The drug war is a most curious war indeed. It is a war which creates its own enemy. If there was no war, i.e. if drugs were legal, the massive profits in drug-dealing would fade away as would the drug dealers and the crime they bring with them. So inasmuch as crime is the problem, it would seem that the real enemy isn't the drugs but the war itself.
The drug dealers depend on the war to keep the money machine running. But they are not the only ones who profit of course. The prison industry is booming—from the U.S., where half the inmates in federal prisons are there for drug offenses, to little Latvia, where half the women in prison are there for non-violent drug offences.
The arms industry has done well, too. American defence contractors have sold billions in weapons for the drug wars in Colombia and elsewhere. The banks have also profited. Wachovia bank recently admitted to transferring $100-million of drug money into the U.S. and failing to monitor $376-billion brought into the bank through small exchange houses in Mexico over a four-year period. And there are other beneficiaries: lawyers and accountants who serve the drug barons, architects who build their mansions, police and military personnel who take their bribes ... the list is long.
Unfortunately, however, wars do more than make some people rich, they also cost lives. In Mexico, 56,000 people have died from drug-related violence since the country launched its latest version of the war in 2006. The Mexican city of Juárez exemplifies who the real enemy is. In the period 2008-10, 54 people died from drug overdoses, over 7,000 died from the drug war. In Juárez, people might be excused for stating the modest exaggeration that drugs don't kill people, drug wars do.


▸ **Aim of the task**
Every line from the one holding "Tell me where" through the one holding "Get bbox for" in the data below must be returned exactly, both ends included, with pictures left out and nothing else added.

▸ **The data**
[Start of Attachment]
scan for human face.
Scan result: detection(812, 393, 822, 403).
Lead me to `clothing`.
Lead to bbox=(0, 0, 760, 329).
[End of Attachment]
[Start of Attachment]
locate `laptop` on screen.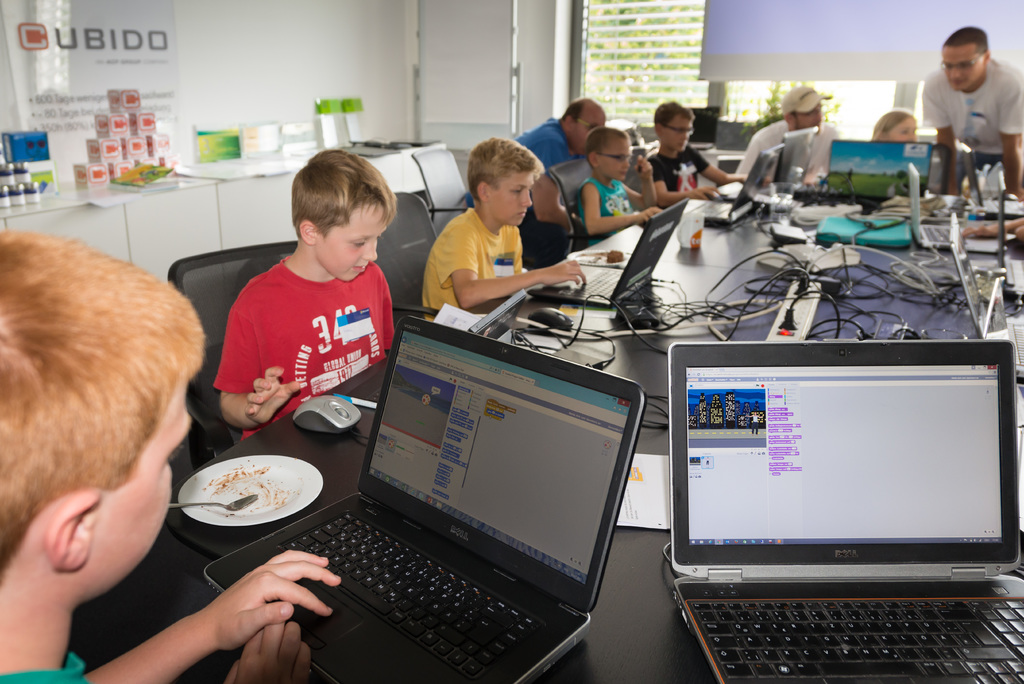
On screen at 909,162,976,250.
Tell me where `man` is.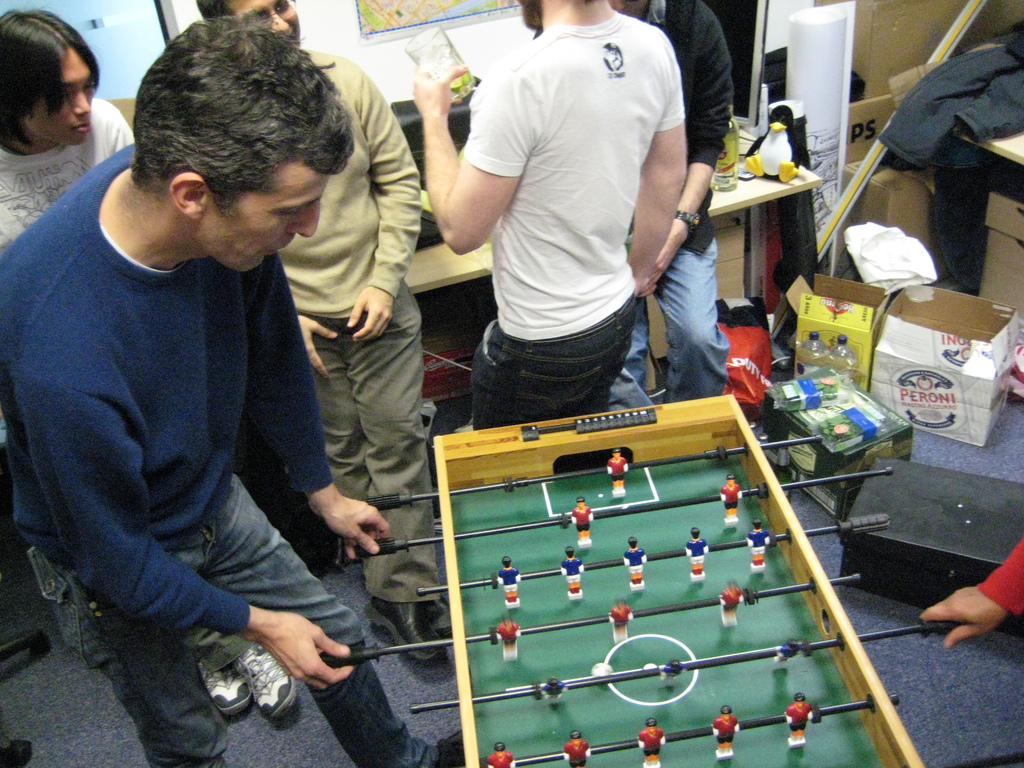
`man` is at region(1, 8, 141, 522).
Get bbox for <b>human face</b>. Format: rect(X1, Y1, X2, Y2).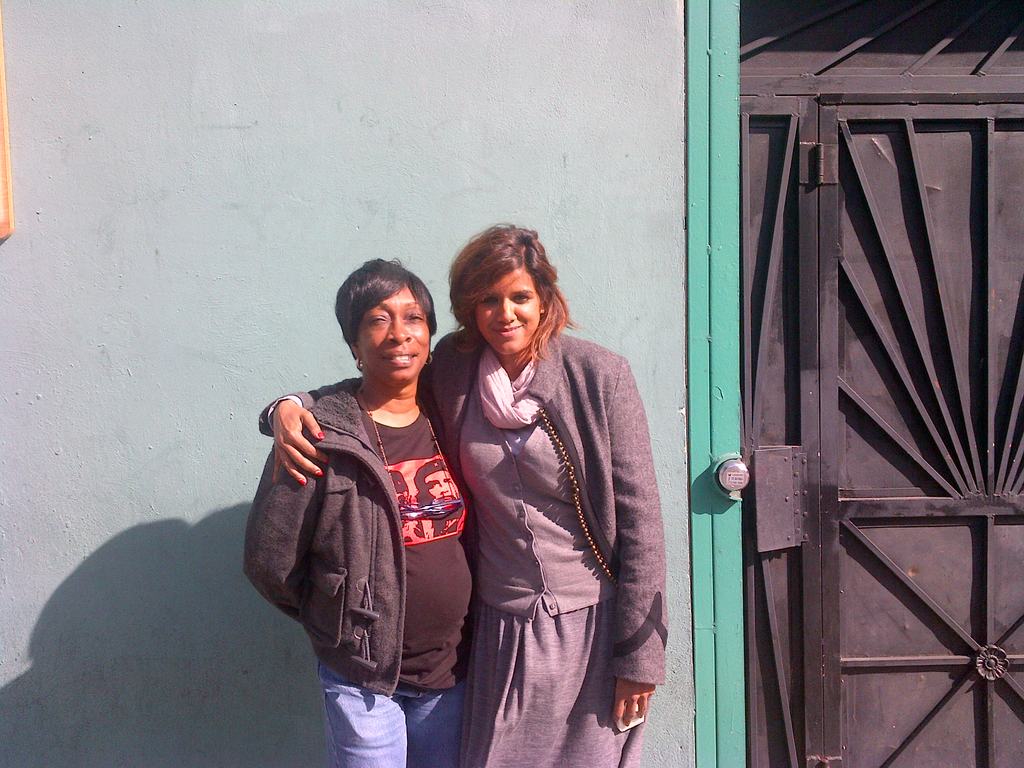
[End of Attachment]
[Start of Attachment]
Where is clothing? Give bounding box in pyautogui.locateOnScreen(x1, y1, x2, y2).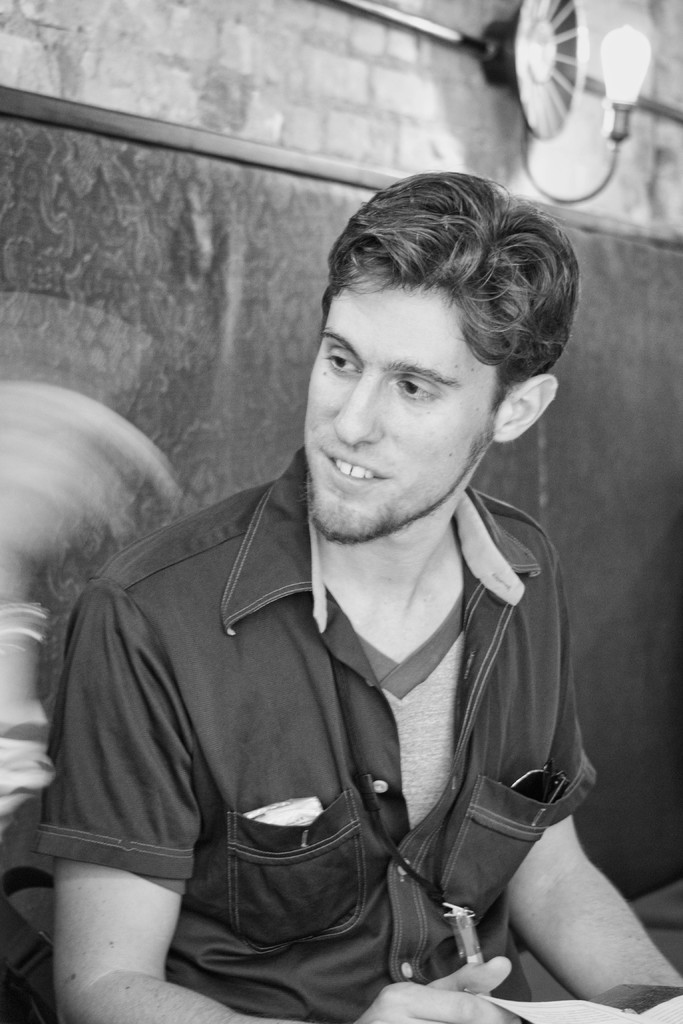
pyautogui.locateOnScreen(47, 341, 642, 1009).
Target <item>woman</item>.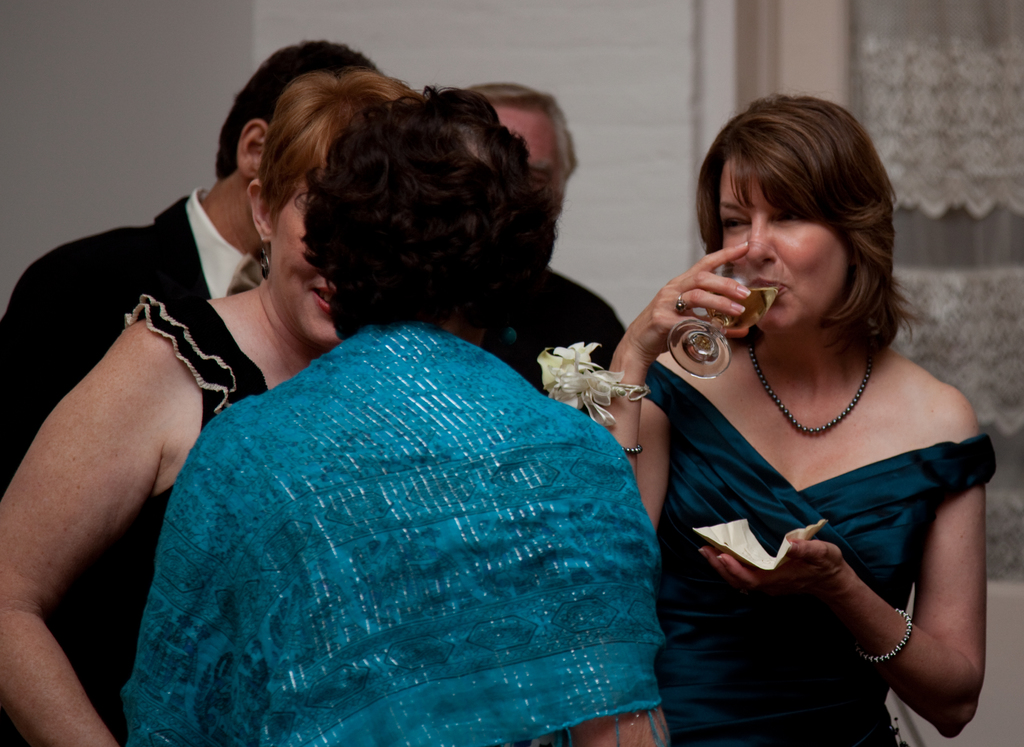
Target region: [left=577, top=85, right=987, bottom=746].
[End of Attachment]
▸ **Response**
Tell me where `man` is.
`man` is at region(1, 8, 141, 522).
Get bbox for <b>human face</b>. Format: rect(X1, Y1, X2, Y2).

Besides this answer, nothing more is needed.